The flung-away cup rolls in a wide arc, trundling and whispering.

Shiroyama, sitting cross-legged, tests his arms. They predecease him.

“Our order,” Enomoto gasps, “the Goddess, the ritual, harvested souls …”

A guppering noise escapes Chamberlain Tomine. His jaw vibrates.

Enomoto’s eyes fry and shine. “I cannot die.”

Tomine falls forward onto the go board. Bowls of stones scatter.

“Senescence undone”—Enomoto’s face locks—“skin unmottled, vigor unstolen.”

“Master, I’m cold.” The acolyte’s voice melts. “I’m cold, Master.”

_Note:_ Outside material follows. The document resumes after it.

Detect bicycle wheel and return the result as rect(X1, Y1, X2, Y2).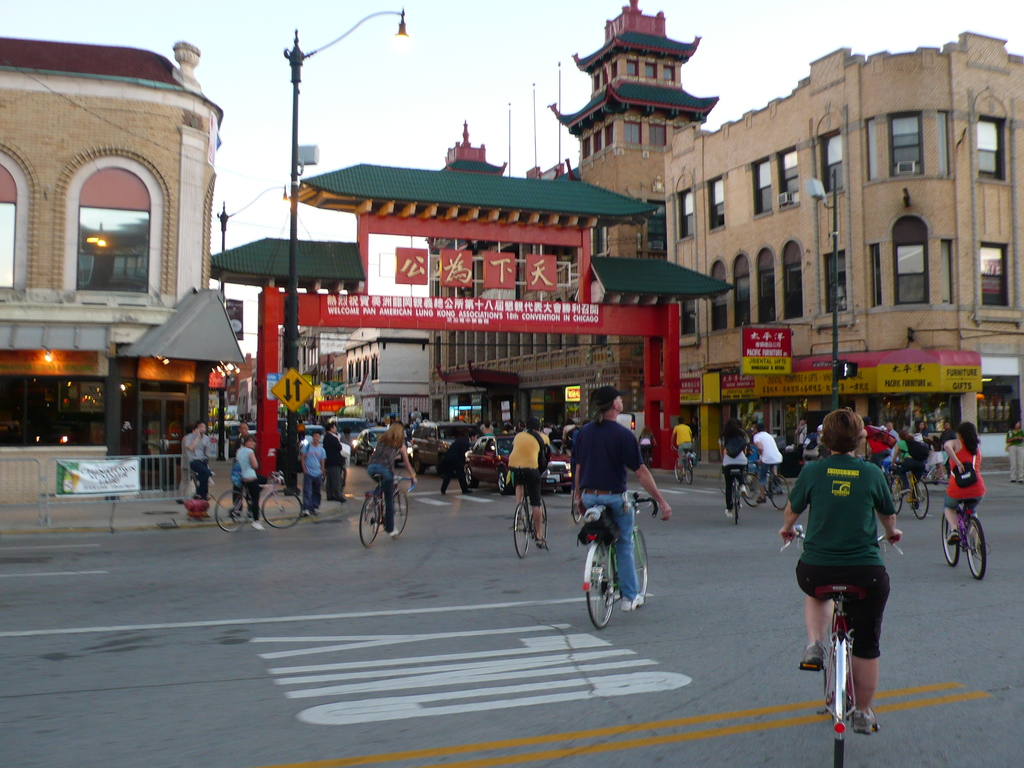
rect(355, 492, 381, 549).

“Across the River Sansho,” Shiroyama spends his last words, “your victims are waiting.” His tongue and lips no longer cooperate. Some say—Shiroyama’s body turns to stone—that there is no afterlife. Some say that human beings are no more eternal than mice or mayflies. But your eyes, Enomoto, prove that hell is no invention, for hell is reflected in them. The floor tilts and becomes the wall.

Above him, Enomoto’s curse is malformed and strangled.

Leave him behind, the magistrate thinks. Leave everything now …

Shiroyama’s heart stops. The earth’s pulse beats against his ear.

An inch away is a go clamshell stone, perfect and smooth …

… a black butterfly lands on the white stone, and unfolds its wings.